In my last blog (click here to read), I shared about the stresses I endured while taking on the role as breadwinner, and how a counsellor helped put my husband and me on the road to mutual understanding and healing.
My husband and I had been downsizing and fixing up our home to sell for over a year. We knew in our hearts, with my husband’s two job losses in less than 10 months, that it was imperative that we move. We couldn’t keep up with the expense of living in our home of almost 27 years without a sufficient income coming in; it was jeopardizing our retirement savings, which we had been dipping into on a regular basis to pay our bills. Regardless of whether we remained in our city, stayed on the prairies, or moved somewhere new, we needed to downsize to a new home.
With a new year came a new attitude from my husband. With lots of prayer and lots of time with the Lord, he was able to move from seeing impossibility and despair in his current situation to the possibility of a promising future.
Instead of applying for positions in Ontario, British Columbia, and Alberta—where the jobs were more prolific—he kept his eye open for, and applied to, positions on the east coast.
I was relieved. His applying to everywhere but the east coast after he lost his second job had caused additional conflict between the two of us. It was hard to reconcile my strong call to the east coast with my husband’s difficulty in envisioning our future there. Now it appeared that we were finally on the same page.
As the new year unfolded, things continued to look up. My husband was able to complete his last few courses for his Bachelor of Theology. I became his audience for a series of sermons he wrote as part of his final assignment. The written feedback I gave, a requirement of his course, became an opportunity for me to encourage my husband and speak into his life in a way I hadn’t been able to do for a long time. His final sermon, which documented his journey over the past year or so and how he was able to pull himself, with the Lord’s help, out of his depression was a bona fide treasure that would never have existed if he hadn’t gone through this difficult time. I was proud of him.
By this time, I had reconciled myself to the fact that you can’t force someone to be ready for a life-changing move if they are simply not ready. While my patience was being honed, I was growing spiritually.
Now that we were on the same wavelength, our downsizing efforts continued in earnest. My husband couldn’t wait to leave the prairies to go to the east coast and explore our future.
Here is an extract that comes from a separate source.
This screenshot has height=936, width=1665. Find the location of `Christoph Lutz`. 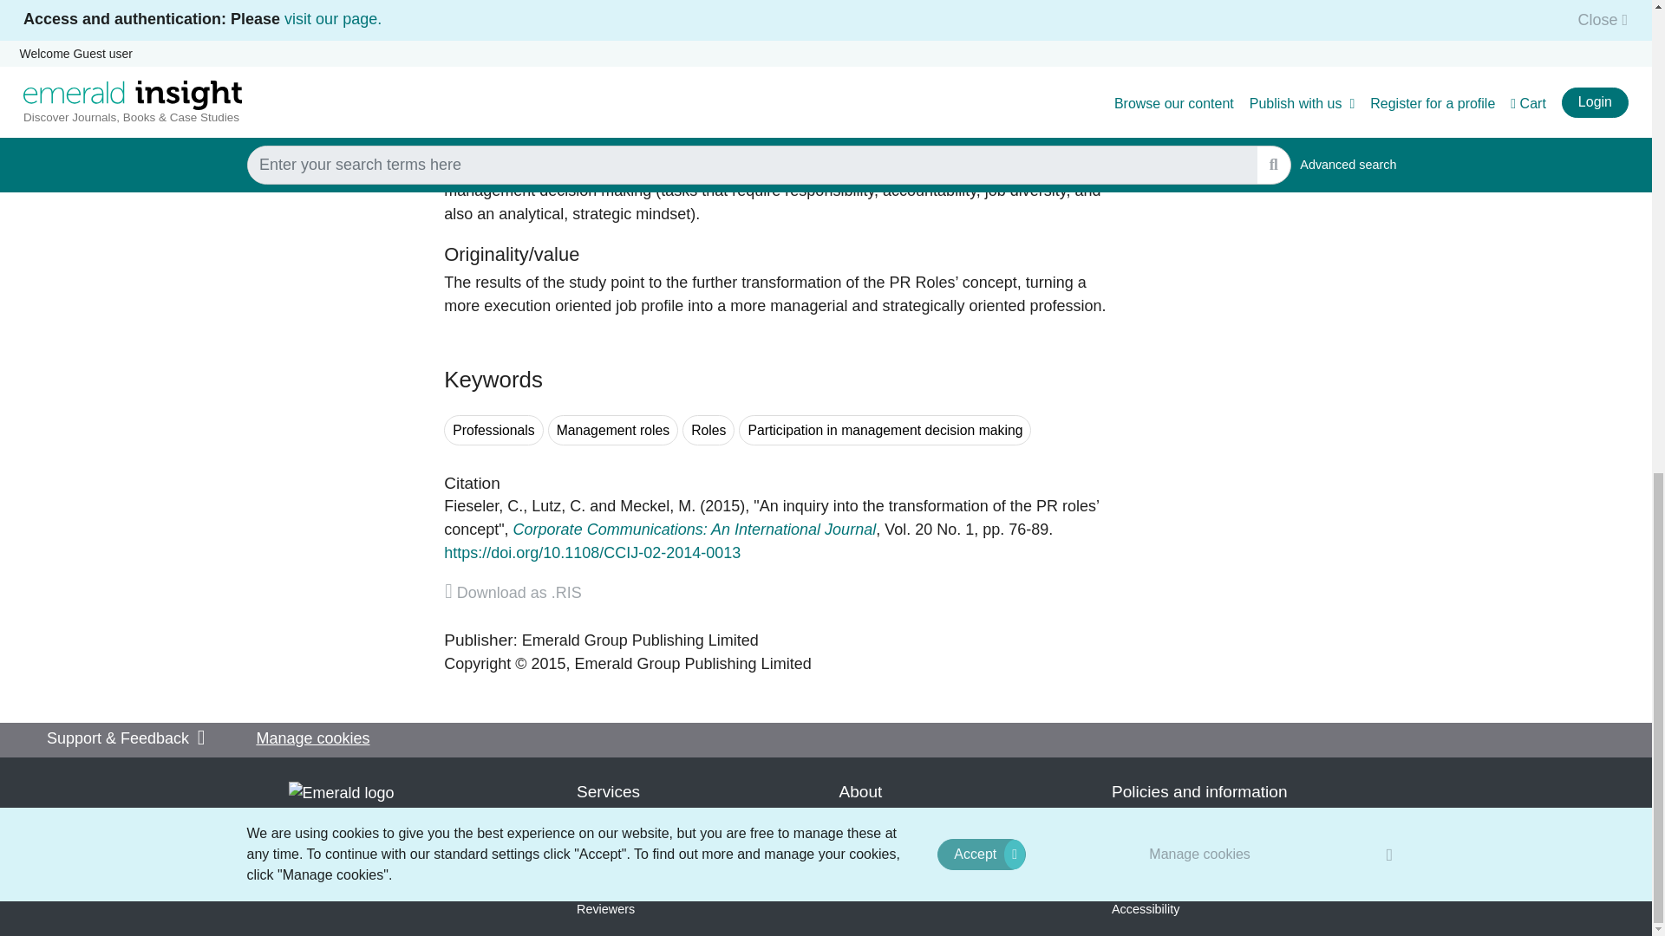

We made plans to leave in late March despite the risk to drive in unpredictable spring weather. Having something to look forward to, gave my husband hope.
In the meantime, another major life event took us by surprise—we found out that my son and wife were expecting their first child, our first grandchild.
My son and his wife lived less than ten minutes’ drive away from us. Could I, in my heart, leave them behind? For the first time, my conviction to head east wavered.
Nonetheless, my husband was chomping at the bit to move on. In his mind, there were too many doors closing on the prairies, both professionally and personally, and he was now convinced that our future absolutely lay at the east coast—grandchild or not.
What happened next, no one could have seen coming.